Correct way to handle interdependencies for a configurator (javascript) in database tables

I'm having hard time with this project, I'm building a boat configurator which is divided in categories / packages / extras.
Each category is disconnected with the other, so it's not a big problem.
The problem comes out with packages and extras. Extras are options that can be chosen within a package (increasing the total price). I'll explain all dependencies that can exists between these 2 objects:
There are times where you can also purchase a package all toghether, which could have an extra (or 2) that are upgrades to that package
There are times where you can buy a single package between 4-5 and additionally you can buy some extras in another 6th package
Sometimes an extra can be bought only if you have at least one item in a given package
Sometimes an extra can be bought only if you have a specific extra
At the moment I don't have any other dependency in my mind (but I'm sure there are others possible).
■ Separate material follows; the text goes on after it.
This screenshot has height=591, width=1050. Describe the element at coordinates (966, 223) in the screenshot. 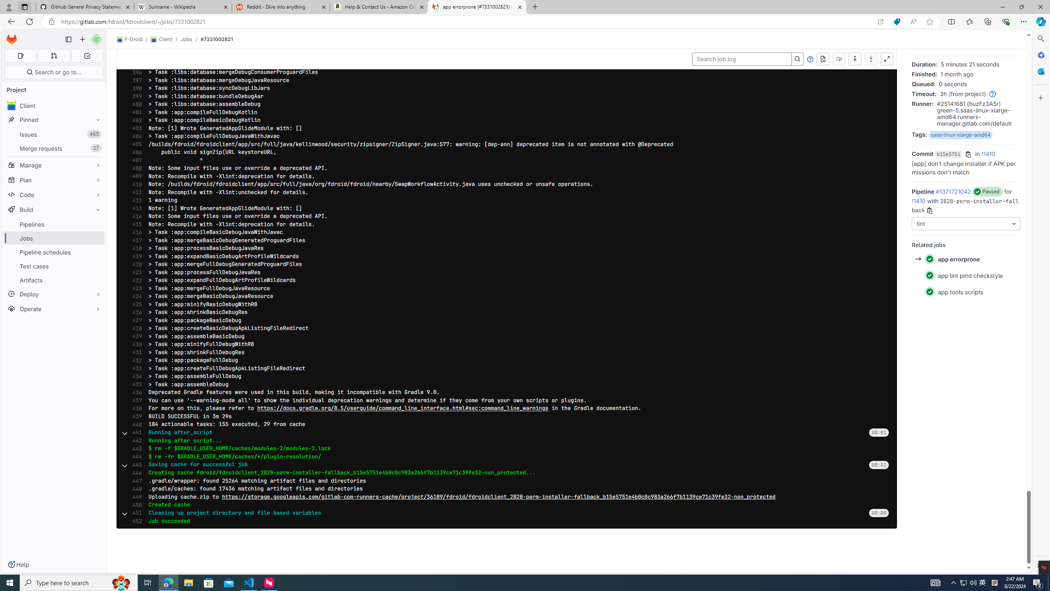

I don't know which approach I should take to store all this dependencies, I have 3 basic sql tables (category, package, extra which are not connected because a Package => Extra dependency could be different for other categories) and CategoryRelationship, PackageRelationship, ExtraRelationship but I'm having hard time in express some dependencies, expecially the 2nd which is not limited to a single id field.
How is normally handled all these interdependencies?
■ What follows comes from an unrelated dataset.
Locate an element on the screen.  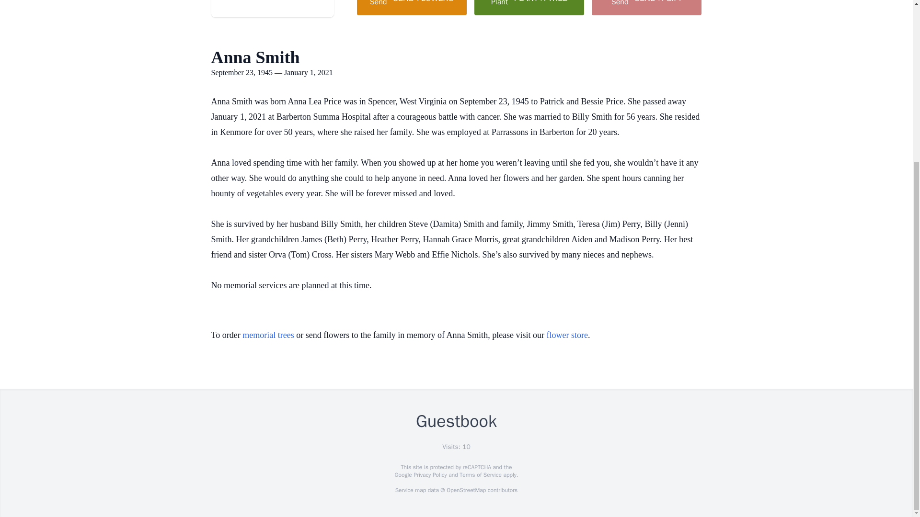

I never faced this problem, thanks for any suggestion
Edit 1:
I'm thinking about changing the approach to 1 Table for each "type" of dependency, can it be considered a good way to handle instead of a single table with all type of dependencies?
Because no one answered this, I'm posting the approach I finally used for this project and which I find interesting.
I created 1 table for each type of dependency (as I told in Edit 1). Each table can have multiple reference to an item of any id and is possible in this way to organize quite well all columns that represents dependencies.
The approach is inspired by CakePHP Validation model, where each validation is a class that has a validate method which will be run.
Hopefully this will help someone else; I'll mark this as answer if no one provide an answer with a better suggestion.

How do you find out release, mailing list statistics information on open source projects

We are interested in finding out some statistics of various frameworks
Mailing list activity on say richfaces. Much similar to what is available on http://code.google.com (Low, Medium, High) + average number of emails per day | per month.
Number of releases made in a year including patch, minor, major releases. We did look at the maven repositories but that wasn't very useful either.
We did look at ohloh, but didn't get the desired information. Any other ideas on where to get this information (any maven-2 plugins)?
Mailing list activity on say richfaces. Much similar to what is available on http://code.google.com (Low, Medium, High) + average number of emails per day | per month.
You'll get these informations on markmail (check also the other lists for richfaces, e.g. the svn-commits).
Number of releases made in a year including patch, minor, major releases. We did look at the maven repositories but that wasn't very useful either.
I would use Jira's Change Log for that.